It’s not exactly the homecoming the Line Upon Line Percussion trio imagined.
Adam Bedell, Cullen Faulk and Matthew Teodori were still graduate students at the University of Texas Butler School in 2008 when they formed their ensemble. Since then, they’ve traveled the country and the world, working with composers who are at the cutting edge of adventurous new music. And while Line Upon has been back to teach once in 2018, the now critically-acclaimed trio has yet to return to UT for a public concert.
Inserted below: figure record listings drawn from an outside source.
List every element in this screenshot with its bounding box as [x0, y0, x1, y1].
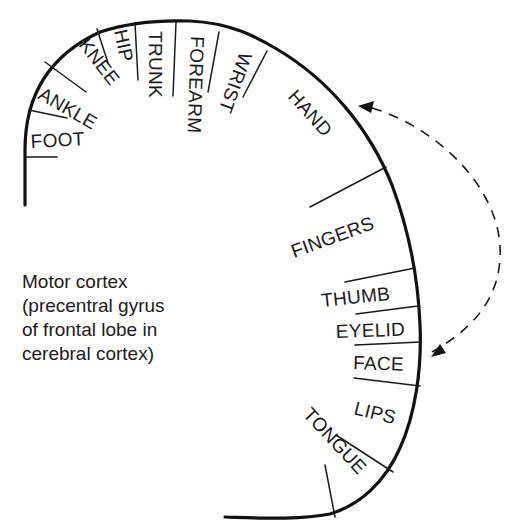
label-fingers: FINGERS	[288, 212, 377, 261]
label-thumb: THUMB	[320, 283, 391, 311]
motor-cortex-diagram: FOOT ANKLE KNEE HIP TRUNK FOREARM WRIST …	[0, 0, 508, 528]
label-foot: FOOT	[30, 128, 85, 152]
caption-line-2: (precentral gyrus	[22, 294, 165, 318]
label-eyelid: EYELID	[335, 319, 405, 342]
label-trunk: TRUNK	[145, 31, 166, 98]
motor-cortex-caption: Motor cortex (precentral gyrus of fronta…	[22, 270, 165, 366]
arrowhead-top-icon	[358, 101, 374, 113]
divider-thumb-eyelid	[356, 306, 418, 314]
label-lips: LIPS	[352, 398, 398, 429]
divider-tongue-bottom	[325, 465, 335, 517]
label-forearm: FOREARM	[184, 36, 208, 134]
label-face: FACE	[353, 352, 405, 375]
divider-hand-fingers	[310, 167, 386, 207]
divider-trunk-forearm	[173, 22, 176, 96]
caption-line-4: cerebral cortex)	[22, 342, 165, 366]
divider-forearm-wrist	[208, 32, 219, 92]
dashed-arc	[372, 108, 500, 352]
caption-line-3: of frontal lobe in	[22, 318, 165, 342]
label-hip: HIP	[110, 27, 137, 63]
divider-face-lips	[354, 378, 420, 386]
divider-fingers-thumb	[345, 268, 415, 282]
label-hand: HAND	[284, 86, 336, 141]
caption-line-1: Motor cortex	[22, 270, 165, 294]
region-labels: FOOT ANKLE KNEE HIP TRUNK FOREARM WRIST …	[30, 27, 405, 478]
label-ankle: ANKLE	[35, 83, 101, 133]
divider-eyelid-face	[355, 342, 421, 345]
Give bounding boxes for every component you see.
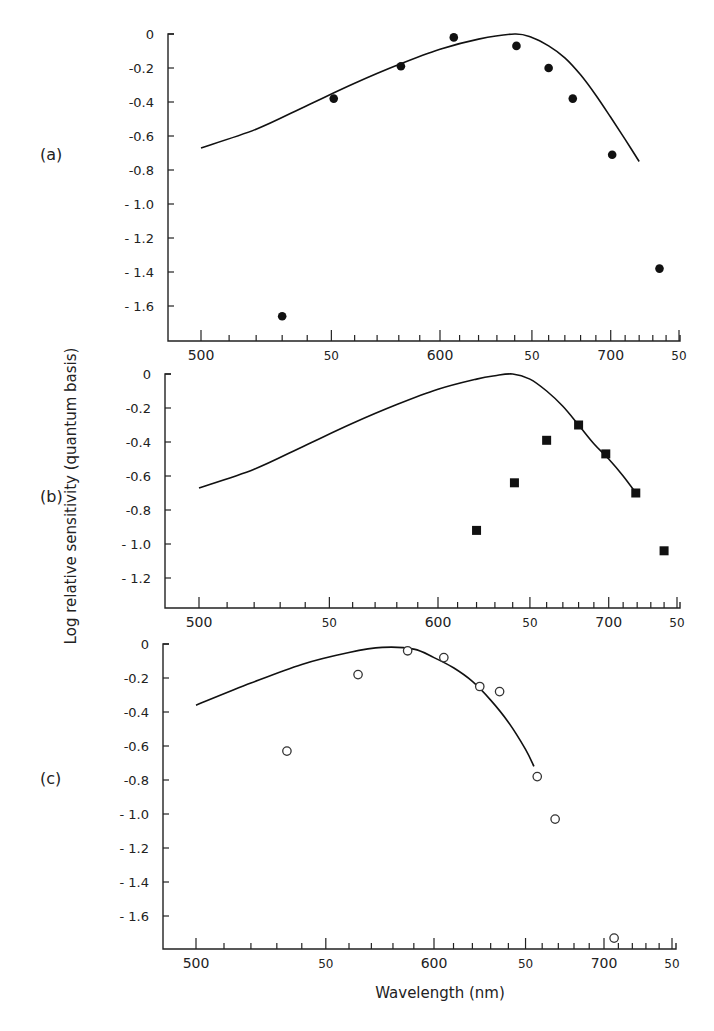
panel-label: (b) [40,487,63,506]
y-tick-label: -0.2 [124,671,149,686]
x-tick-label: 50 [669,616,684,630]
x-tick-label: 600 [427,347,454,363]
x-tick-label: 500 [183,955,210,971]
y-tick-label: - 1.0 [122,537,152,552]
panel-b: (b)0-0.2-0.4-0.6-0.8- 1.0- 1.25005060050… [40,367,685,630]
x-tick-label: 50 [664,957,679,971]
y-tick-label: 0 [143,367,151,382]
panel-label: (a) [40,145,62,164]
spectral-sensitivity-figure: Log relative sensitivity (quantum basis)… [0,0,714,1031]
y-tick-label: -0.2 [129,61,154,76]
data-point-open-circle [495,687,503,695]
y-tick-label: -0.6 [124,739,149,754]
fitted-curve [196,647,534,766]
y-axis-title: Log relative sensitivity (quantum basis) [62,348,80,645]
y-tick-label: -0.6 [129,129,154,144]
y-tick-label: -0.4 [126,435,151,450]
x-tick-label: 700 [597,347,624,363]
data-point-open-circle [533,772,541,780]
data-point-filled-circle [544,64,553,73]
data-point-open-circle [476,682,484,690]
x-tick-label: 500 [188,347,215,363]
data-point-open-circle [610,934,618,942]
data-point-open-circle [283,747,291,755]
x-tick-label: 600 [425,614,452,630]
data-point-filled-circle [449,33,458,42]
x-tick-label: 50 [518,957,533,971]
y-tick-label: - 1.6 [125,299,155,314]
panel-a: (a)0-0.2-0.4-0.6-0.8- 1.0- 1.2- 1.4- 1.6… [40,27,687,363]
x-tick-label: 600 [421,955,448,971]
y-tick-label: -0.8 [126,503,151,518]
data-point-filled-circle [512,42,521,51]
data-point-square [472,526,481,535]
data-point-square [574,421,583,430]
data-point-open-circle [551,815,559,823]
x-tick-label: 50 [524,349,539,363]
panel-c: (c)0-0.2-0.4-0.6-0.8- 1.0- 1.2- 1.4- 1.6… [40,637,680,971]
y-tick-label: -0.2 [126,401,151,416]
x-tick-label: 50 [322,616,337,630]
x-tick-label: 50 [318,957,333,971]
data-point-filled-circle [278,312,287,321]
data-point-open-circle [354,670,362,678]
y-tick-label: - 1.6 [120,909,150,924]
x-tick-label: 50 [522,616,537,630]
x-tick-label: 500 [186,614,213,630]
axis-lines [163,644,676,949]
data-point-square [601,449,610,458]
chart-canvas: Log relative sensitivity (quantum basis)… [0,0,714,1031]
fitted-curve [199,374,637,495]
data-point-filled-circle [397,62,406,71]
y-tick-label: - 1.4 [120,875,150,890]
y-tick-label: -0.8 [124,773,149,788]
y-tick-label: - 1.4 [125,265,155,280]
x-tick-label: 50 [671,349,686,363]
data-point-square [542,436,551,445]
y-tick-label: - 1.0 [125,197,155,212]
y-tick-label: 0 [141,637,149,652]
y-tick-label: -0.4 [124,705,149,720]
axis-lines [165,374,680,608]
y-tick-label: - 1.2 [125,231,155,246]
x-tick-label: 50 [324,349,339,363]
data-point-filled-circle [608,150,617,159]
data-point-square [660,546,669,555]
x-tick-label: 700 [591,955,618,971]
data-point-square [510,478,519,487]
y-tick-label: - 1.0 [120,807,150,822]
y-tick-label: 0 [146,27,154,42]
data-point-filled-circle [655,264,664,273]
data-point-open-circle [403,647,411,655]
y-tick-label: - 1.2 [122,571,152,586]
panel-label: (c) [40,769,61,788]
y-tick-label: -0.8 [129,163,154,178]
data-point-filled-circle [329,94,338,103]
y-tick-label: - 1.2 [120,841,150,856]
data-point-filled-circle [568,94,577,103]
y-tick-label: -0.6 [126,469,151,484]
x-axis-title: Wavelength (nm) [375,984,505,1002]
x-tick-label: 700 [595,614,622,630]
data-point-square [631,489,640,498]
y-tick-label: -0.4 [129,95,154,110]
axis-lines [168,34,680,341]
data-point-open-circle [440,653,448,661]
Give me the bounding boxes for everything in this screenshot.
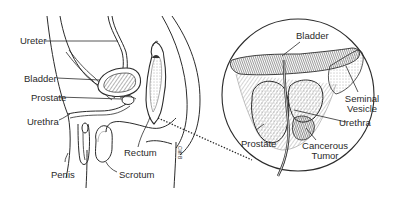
rectum-side bbox=[146, 41, 166, 124]
label-scrotum: Scrotum bbox=[119, 170, 154, 180]
prostate-side bbox=[120, 96, 136, 105]
inset-label-urethra: Urethra bbox=[339, 118, 371, 128]
label-rectum: Rectum bbox=[124, 148, 157, 158]
inset-label-prostate: Prostate bbox=[241, 139, 276, 149]
label-bladder: Bladder bbox=[24, 74, 57, 84]
label-ureter: Ureter bbox=[20, 36, 46, 46]
bladder-side bbox=[98, 68, 141, 97]
inset-label-tumor-2: Tumor bbox=[300, 151, 350, 161]
inset-label-bladder: Bladder bbox=[296, 31, 329, 41]
label-urethra: Urethra bbox=[27, 117, 59, 127]
label-prostate: Prostate bbox=[31, 93, 66, 103]
label-penis: Penis bbox=[51, 170, 75, 180]
artist-signature: Cliff B bbox=[177, 146, 183, 160]
inset-label-seminal-vesicle-2: Vesicle bbox=[342, 104, 382, 114]
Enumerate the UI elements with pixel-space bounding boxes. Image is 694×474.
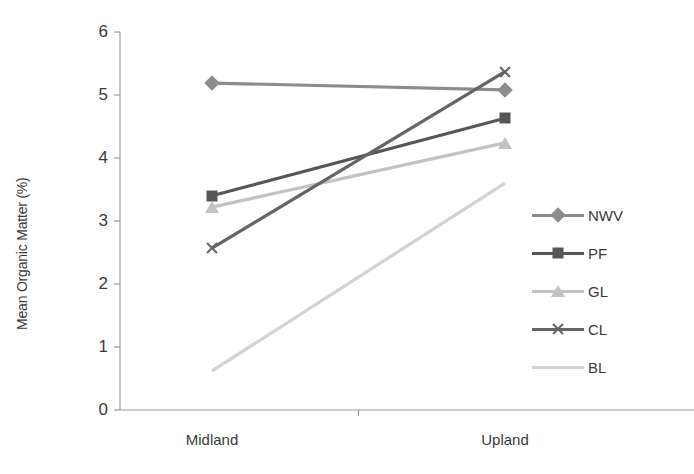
series-line-cl xyxy=(212,72,505,248)
legend-label: GL xyxy=(588,284,608,299)
legend-swatch-gl xyxy=(532,281,584,301)
legend-item-bl[interactable]: BL xyxy=(532,348,682,386)
legend-label: CL xyxy=(588,322,607,337)
line-chart: Mean Organic Matter (%) 0123456 MidlandU… xyxy=(0,0,694,474)
legend-item-cl[interactable]: CL xyxy=(532,310,682,348)
legend-swatch-bl xyxy=(532,357,584,377)
marker-pf xyxy=(207,190,218,201)
legend-item-nwv[interactable]: NWV xyxy=(532,196,682,234)
legend-label: NWV xyxy=(588,208,623,223)
legend-marker-x-icon xyxy=(551,322,565,336)
legend-item-gl[interactable]: GL xyxy=(532,272,682,310)
legend-swatch-pf xyxy=(532,243,584,263)
series-line-gl xyxy=(212,143,505,207)
legend-label: BL xyxy=(588,360,606,375)
chart-legend: NWVPFGLCLBL xyxy=(532,196,682,386)
legend-marker-diamond-icon xyxy=(550,207,566,223)
marker-cl xyxy=(205,241,219,255)
legend-line xyxy=(532,366,584,369)
series-line-nwv xyxy=(212,83,505,90)
marker-gl xyxy=(498,137,512,149)
legend-marker-square-icon xyxy=(553,248,564,259)
series-line-bl xyxy=(212,183,505,371)
legend-swatch-cl xyxy=(532,319,584,339)
legend-marker-triangle-icon xyxy=(551,285,565,297)
marker-gl xyxy=(205,201,219,213)
legend-item-pf[interactable]: PF xyxy=(532,234,682,272)
marker-pf xyxy=(500,113,511,124)
legend-label: PF xyxy=(588,246,607,261)
marker-cl xyxy=(498,65,512,79)
legend-swatch-nwv xyxy=(532,205,584,225)
series-line-pf xyxy=(212,118,505,195)
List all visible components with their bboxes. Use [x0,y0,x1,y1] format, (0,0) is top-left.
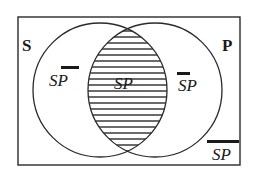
region-not-s-not-p-label: SP [212,146,231,163]
overbar-p [61,66,79,69]
shaded-intersection-region [88,23,222,157]
region-s-not-p-label: SP [49,72,68,89]
region-not-s-p-label: SP [178,77,197,94]
set-s-label: S [22,37,31,54]
overbar-s [177,72,190,75]
region-s-and-p-label: SP [114,75,133,92]
set-p-label: P [222,37,232,54]
overbar-sp [207,140,239,143]
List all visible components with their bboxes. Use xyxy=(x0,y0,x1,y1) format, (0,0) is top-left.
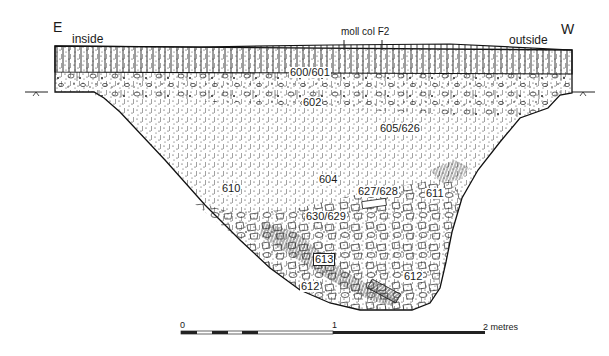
scale-label-0: 0 xyxy=(179,320,186,331)
context-label: 611 xyxy=(425,188,445,199)
context-label: 602 xyxy=(302,97,322,108)
scale-label-2: 2 metres xyxy=(482,322,519,333)
context-label: 630/629 xyxy=(305,211,347,222)
context-label: 605/626 xyxy=(379,123,421,134)
label-inside: inside xyxy=(71,34,104,45)
scale-bar xyxy=(181,331,485,334)
moll-col-label: moll col F2 xyxy=(340,26,390,37)
context-label: 610 xyxy=(221,183,241,194)
context-label: 604 xyxy=(318,174,338,185)
ground-level-marker-left xyxy=(25,92,48,96)
context-label: 612 xyxy=(300,281,320,292)
direction-west: W xyxy=(560,24,575,35)
scale-label-1: 1 xyxy=(331,320,338,331)
label-outside: outside xyxy=(508,35,549,46)
context-label: 627/628 xyxy=(357,186,399,197)
context-label: 613 xyxy=(313,253,335,266)
ground-level-marker-right xyxy=(572,92,595,96)
direction-east: E xyxy=(52,22,63,33)
section-drawing xyxy=(0,0,609,356)
context-label: 600/601 xyxy=(289,67,331,78)
context-label: 612 xyxy=(403,271,423,282)
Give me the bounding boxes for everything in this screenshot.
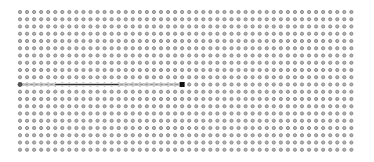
grid-dot[interactable] [307,148,310,151]
grid-dot[interactable] [181,134,184,137]
grid-dot[interactable] [68,126,71,129]
grid-dot[interactable] [25,134,28,137]
grid-dot[interactable] [216,105,219,108]
grid-dot[interactable] [89,76,92,79]
grid-dot[interactable] [216,61,219,64]
grid-dot[interactable] [47,18,50,21]
grid-dot[interactable] [272,148,275,151]
grid-dot[interactable] [54,97,57,100]
grid-dot[interactable] [25,47,28,50]
grid-dot[interactable] [307,134,310,137]
grid-dot[interactable] [293,47,296,50]
grid-dot[interactable] [300,112,303,115]
grid-dot[interactable] [244,47,247,50]
grid-dot[interactable] [322,112,325,115]
grid-dot[interactable] [315,112,318,115]
grid-dot[interactable] [188,141,191,144]
grid-dot[interactable] [343,25,346,28]
grid-dot[interactable] [131,39,134,42]
grid-dot[interactable] [110,10,113,13]
grid-dot[interactable] [25,39,28,42]
grid-dot[interactable] [131,126,134,129]
grid-dot[interactable] [300,54,303,57]
grid-dot[interactable] [138,134,141,137]
grid-dot[interactable] [75,32,78,35]
grid-dot[interactable] [202,148,205,151]
grid-dot[interactable] [322,25,325,28]
grid-dot[interactable] [195,90,198,93]
grid-dot[interactable] [159,126,162,129]
grid-dot[interactable] [286,25,289,28]
grid-dot[interactable] [202,54,205,57]
grid-dot[interactable] [82,54,85,57]
grid-dot[interactable] [350,39,353,42]
grid-dot[interactable] [322,47,325,50]
grid-dot[interactable] [230,141,233,144]
grid-dot[interactable] [209,39,212,42]
grid-dot[interactable] [68,25,71,28]
grid-dot[interactable] [223,97,226,100]
grid-dot[interactable] [159,61,162,64]
grid-dot[interactable] [96,32,99,35]
grid-dot[interactable] [124,112,127,115]
grid-dot[interactable] [110,148,113,151]
grid-dot[interactable] [75,10,78,13]
grid-dot[interactable] [322,32,325,35]
grid-dot[interactable] [251,32,254,35]
grid-dot[interactable] [216,32,219,35]
grid-dot[interactable] [343,68,346,71]
grid-dot[interactable] [209,148,212,151]
grid-dot[interactable] [279,25,282,28]
grid-dot[interactable] [223,112,226,115]
grid-dot[interactable] [336,97,339,100]
grid-dot[interactable] [279,18,282,21]
grid-dot[interactable] [188,32,191,35]
grid-dot[interactable] [159,76,162,79]
grid-dot[interactable] [18,141,21,144]
grid-dot[interactable] [315,25,318,28]
grid-dot[interactable] [174,126,177,129]
grid-dot[interactable] [25,119,28,122]
grid-dot[interactable] [279,126,282,129]
grid-dot[interactable] [350,61,353,64]
grid-dot[interactable] [181,68,184,71]
grid-dot[interactable] [96,119,99,122]
grid-dot[interactable] [152,134,155,137]
grid-dot[interactable] [124,32,127,35]
grid-dot[interactable] [209,10,212,13]
grid-dot[interactable] [230,32,233,35]
grid-dot[interactable] [244,141,247,144]
grid-dot[interactable] [237,10,240,13]
grid-dot[interactable] [117,54,120,57]
grid-dot[interactable] [124,18,127,21]
grid-dot[interactable] [322,61,325,64]
grid-dot[interactable] [237,68,240,71]
grid-dot[interactable] [61,25,64,28]
grid-dot[interactable] [322,105,325,108]
grid-dot[interactable] [103,39,106,42]
grid-dot[interactable] [315,119,318,122]
dot-grid-canvas[interactable] [0,0,374,162]
grid-dot[interactable] [40,32,43,35]
grid-dot[interactable] [216,18,219,21]
grid-dot[interactable] [216,25,219,28]
grid-dot[interactable] [244,148,247,151]
grid-dot[interactable] [293,90,296,93]
grid-dot[interactable] [89,141,92,144]
grid-dot[interactable] [138,54,141,57]
grid-dot[interactable] [286,134,289,137]
grid-dot[interactable] [82,76,85,79]
grid-dot[interactable] [300,10,303,13]
grid-dot[interactable] [75,54,78,57]
grid-dot[interactable] [33,90,36,93]
grid-dot[interactable] [174,25,177,28]
grid-dot[interactable] [315,90,318,93]
grid-dot[interactable] [89,134,92,137]
grid-dot[interactable] [315,39,318,42]
grid-dot[interactable] [61,68,64,71]
grid-dot[interactable] [47,61,50,64]
grid-dot[interactable] [230,25,233,28]
grid-dot[interactable] [181,39,184,42]
grid-dot[interactable] [131,54,134,57]
grid-dot[interactable] [110,112,113,115]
Until the coronavirus pandemic, that is.
On Dec. 17 and 18, Line Upon Line will perform in the new Texas Big Top, a tented outdoor temporary venue set up on the plaza of the Bass Concert Hall. The Big Top is the pandemic work-around of Texas Performing Arts, UT’s performing arts presenting program. Capacity is limited and audience members sit in two-person pods that are at least six feet apart.
“It’s not exactly the circumstances we imagined that would bring us back to UT,” says Teodori, Line Upon Line’s executive and artistic director. “But here we are.”
Usually on a peripatetic trail of residencies and concerts, the trio saw its busy schedule of travel and performing come to screeching halt when COVID-19 shut down the world. Since then, they’ve opted for a more thoughtful approach, presenting a few things virtually, but otherwise not filling up the bandwidth with digital programs just to fill up the bandwidth.
Related: From a distance, Line Upon Line Percussion musically connects in 90-second bursts
What Line Upon Line has done is to continue working with composers, using part of the organization’s COVID-trimmed budget to commission a couple of new pieces.
“Sentience,” by Kelley Sheehan, is written for objects, snare drums and recording tape, and there’s an intentional dialogue between the acoustic instruments, the recorded sound and the carefully mediated space between.
Isaac Blumfield’s “Sunken Landscape: thread of light” considers the unseen web of wires that physically make up the internet that carry, the composer says “our experiences, conversations, hopes, dreams, and intimate secrets from one continent to another (and) bind the world together in this strange, beautiful, and terrifying way.”
Also on the program is the U.S. premiere of “decoder.” Each musician is equipped with, and performs on, an electric MIDI drum pad, and a digital performance directive arbitrarily decides what sounds are produced and how they are manipulated.
Says Teodori: “I think this year, and the pandemic, has only solidified for us that we have to make new things, make new music — and play it live with an audience. It might seem illogical now, but for us it’s really, really important.”